Edited by Jesse Pearson.
Apology is a new magazine of art, fiction, games, humor, essays, interviews, journalism and photography. Founded and edited by former Vice magazine editor-in-chief Jesse Pearson, Apology is inspired in equal measure by the golden ages of The New Yorker and Esquire; by 1980s punk zines like Sick Teen and RE/Search; by the Encyclopedia Britannica and The People’s Almanac; and by MAD magazine. In a general ‘statement of intent,’ Pearson writes:
“1) Each new issue of Apology will be just different enough from the one before it that it will be slightly unsettling if you were a big fan of the previous issue.

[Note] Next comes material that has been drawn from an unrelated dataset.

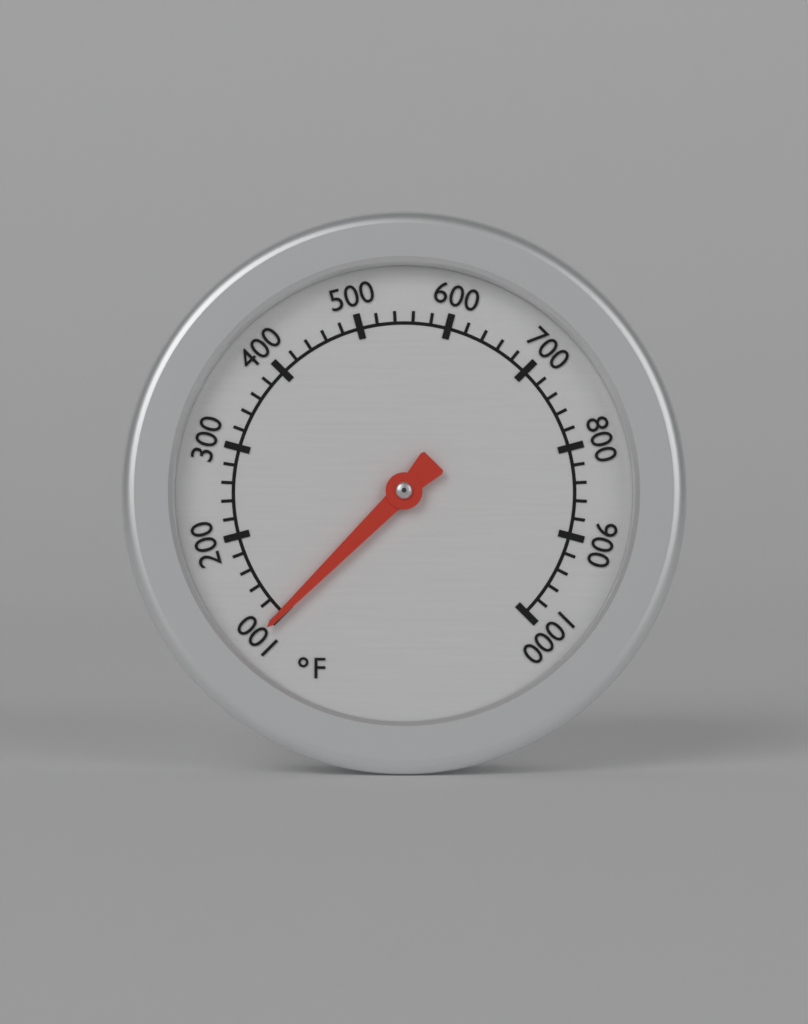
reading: 100 °F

2) There will be no regular features in Apology, although if a certain kind of piece works really well we might do something very similar in a subsequent issue.

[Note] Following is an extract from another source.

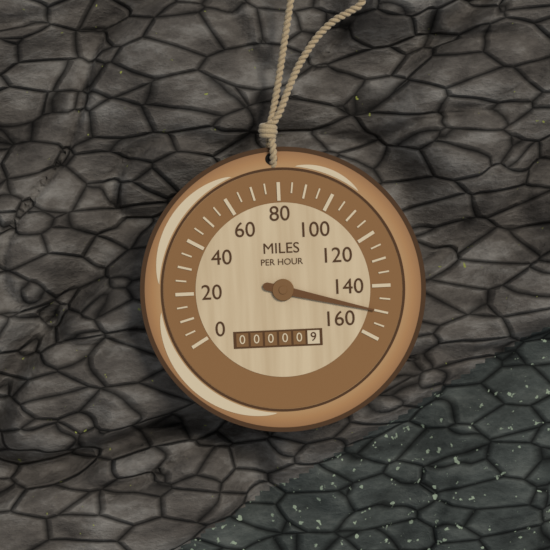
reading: 150 mph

3) You will, however, be able to rely on each and every issue of
Apology containing, in varying degrees: Fiction, poetry, photography, interviews, essays, humor and art.
4) I’m trying to think of each issue of Apology as one component of a big, Baroque Apologetic tapestry. Think of it like a season of a good TV show with all the little threads and coincidences.

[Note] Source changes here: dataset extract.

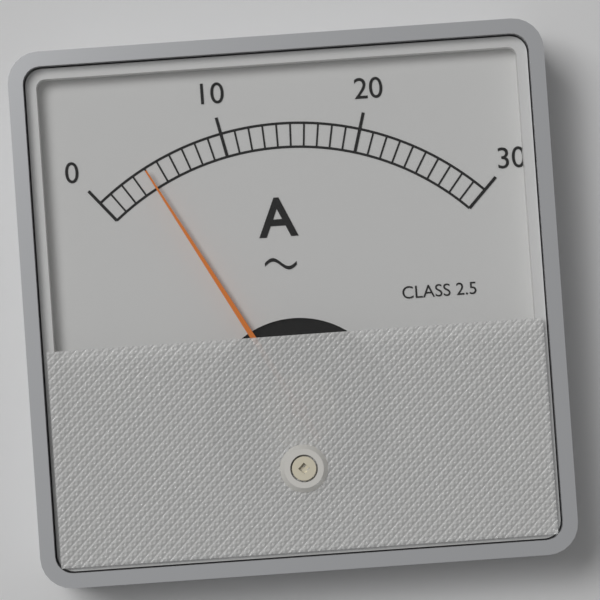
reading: 4 A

5) I want Apology to be smart, beautiful and funny but I also want it to be really weird because there aren’t any other genuinely weird magazines alive today. (I used those emphatic italics there to drive that point home extra hard.)
6) And now, one last thing: I hereby preemptively call out the fact that pretentious stuff has been said in this statement, and thereby I have stripped anybody else of the power to call me or Apology pretentious—forthwith, in perpetuity, ad infinitum.”
Jesse Pearson was the editor-in-chief of Vice magazine for eight years (from 2002-2010). Prior to that, he was an editor at index magazine. He has curated art shows in New York, Melbourne and Tokyo; conceived, produced and directed numerous internet television series (Soft Focus, Shot By Kern, Art Talk!, Americana); and edited numerous books (including Catholic: Cats; The Vice Photo Book; News, Nudity, and Nonsense: The Best of Vice).